Sunday, April 13, 2008

Motivation

I noticed this page, 5 Great Reasons to Learn a Language! [LanguageWorld - 29 February 2008] on my web wanderings and it brought back to mind that conundrum that learning another language undeniably takes commitment and persistence but for many English-spaking students it is inherently boring, hard, not as motivating as sports, media attractions, socialising in their first language, even other school subjects!

It takes motivation to begin a foreign language and motivation to stay with it. Teachers can work hard to make the class experience pleasurable and satisfying, reassure students of the rewards and promote languages to the school community and through the media but ... our retention rates show we fail (with notable exceptions.

I think we need one of the Online Seminars during IYL to be about motivation of Australian students in languages study. Who has ideas? Does anyone among us have some sure-fire methods for motivating? Different for different levels and different children? Or, in a country averse to languages study, are compulsion at school, extra points for uni entry and overseas study scholarships the way to go? Contact me if you would like to speak in a motivation forum.

P.S. A senior academic at my uni said he would not like to see compulsion for any field of study; he does not believe in "re-education camps". Let the market decide; do a good job of selling your subject. I tended to agree with this democratic sentiment at the time but since I have thought, e-duc-ation itself means leadership. It means the current adult generation make their best informed decision about what the rising generation need to learn. And surely there are many many things we want children to learn, and insist they do for their own sake: from crossing the street safely to reading and writing and respectful relations with others. If languages are vital to our society's future, why are we so frightened of making languages study mandatory? Or at least, so thoroughly supported and rewarded, it amounts to society-wide endorsement? Why won't we do this?

3 comments:

tannereg said...

lets get away from the high expectations of TEE level language and focus on language as a practical tool for students - more schools need to offer language for industry or just communication. we cannot continue to try and compete agains electives such as D&T or digital photography. Even with bonuses etc the numbers will not rise significantly. only the very few will actually study langs at uni - most students I see intend continuing langs as part of another degree if they haven't been put off by the irrelevancies of TEE language.

cheers!

tannereg said...

Hi - well, as I see it and I am only a very new head of languages at a private boys' school we on a loosing streak because we are non-compulsory and are fighting for students along with digital photography, D&T etc but not only that, year 2 exams are written by university professors/lecturers who are a bit "precious" about what they think is a TEE paper! The level these people expect our students to operate at is ludicrous unless you are destined for studying langs at uni of course. Lets make the teaching and learning of languages more practical and industry based and I am sure we will get higher numbers. Many students would take a unit of langs once at uni but don't bother with TEE because they simply cannot get the mark despite our best efforts!

Cheers!

Phil Mahnken said...

I find myself torn on this issue. When I was teaching in schools I resented university people thinking they could dictate via Schools Boards etc what should be done in school language programs with little first hand experience of the lived reality of schools. Mind you, I was always disappointed with the linguistic proficiency levels students attained no matter "how hard I taught", how much fun I injected into the programme, or how rigorous, or what texts and other resources we used. The day of solid guaranteed academic progress passed when languages became optional, schools became comprehensive, and we all liberalised our attitudes ("better they be happy and safe at non-elitist schools than oppressed, fearful and resentful as in olden days/our day"). Since moving to universities, since finding that learners really can make rapid, very satisfying and respectable gains in language proficiency (testable, demonstrable, oral and written) if the approach is sound and they commit themselves, I find myself looking at schools with a sense of hopelessness. [And plenty of school teacher mates agree.] Is it tertiary entrance exams that are the bugbear? I say toss them if they are - but will you put in place some other standard so we can believe in your courses and outcomes? Or is there a decline of standards (in many disciplines, not just languages, at school and at universities)? I don't want to be a grumpy old man nor do I want us to kid ourselves.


[Task objective] Line by line, copy out the entries exactly and leave the pictures behind.

[Text-to-region grounding data]

※ ※ ※

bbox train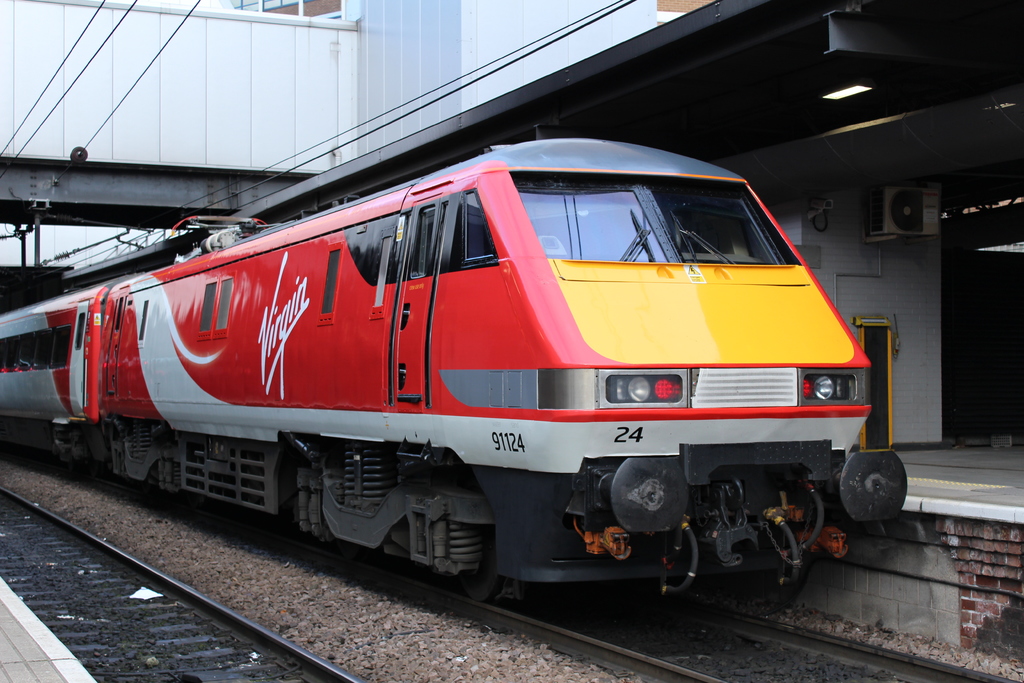
x1=0 y1=129 x2=906 y2=618
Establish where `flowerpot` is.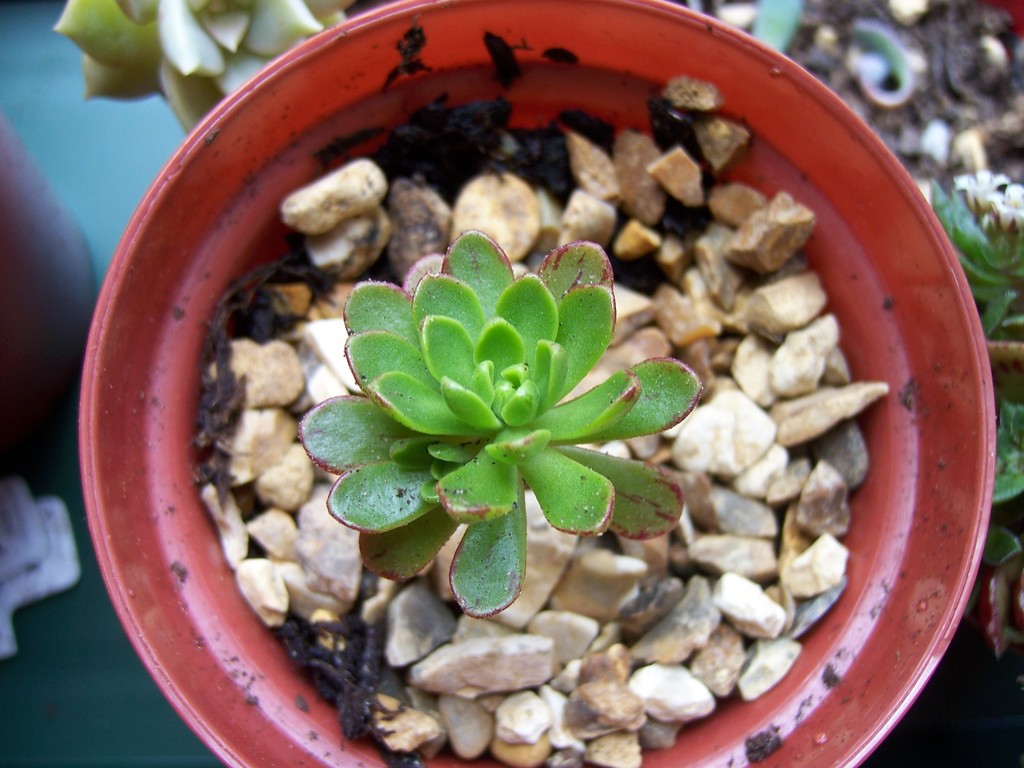
Established at box(77, 0, 999, 767).
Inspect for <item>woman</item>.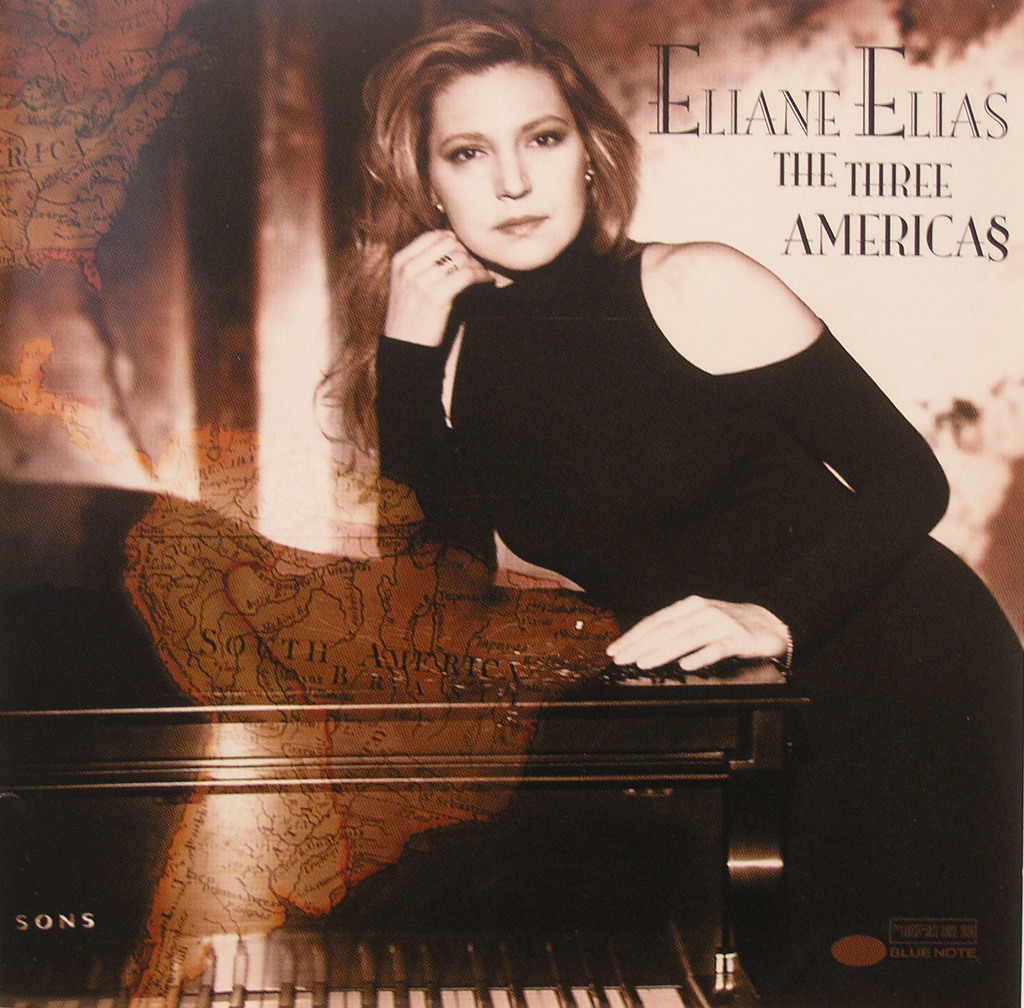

※ ※ ※

[Result of the task]
bbox train
x1=0 y1=129 x2=906 y2=618
Establish where `flowerpot` is.
Established at box(77, 0, 999, 767).
Inspect for <item>woman</item>.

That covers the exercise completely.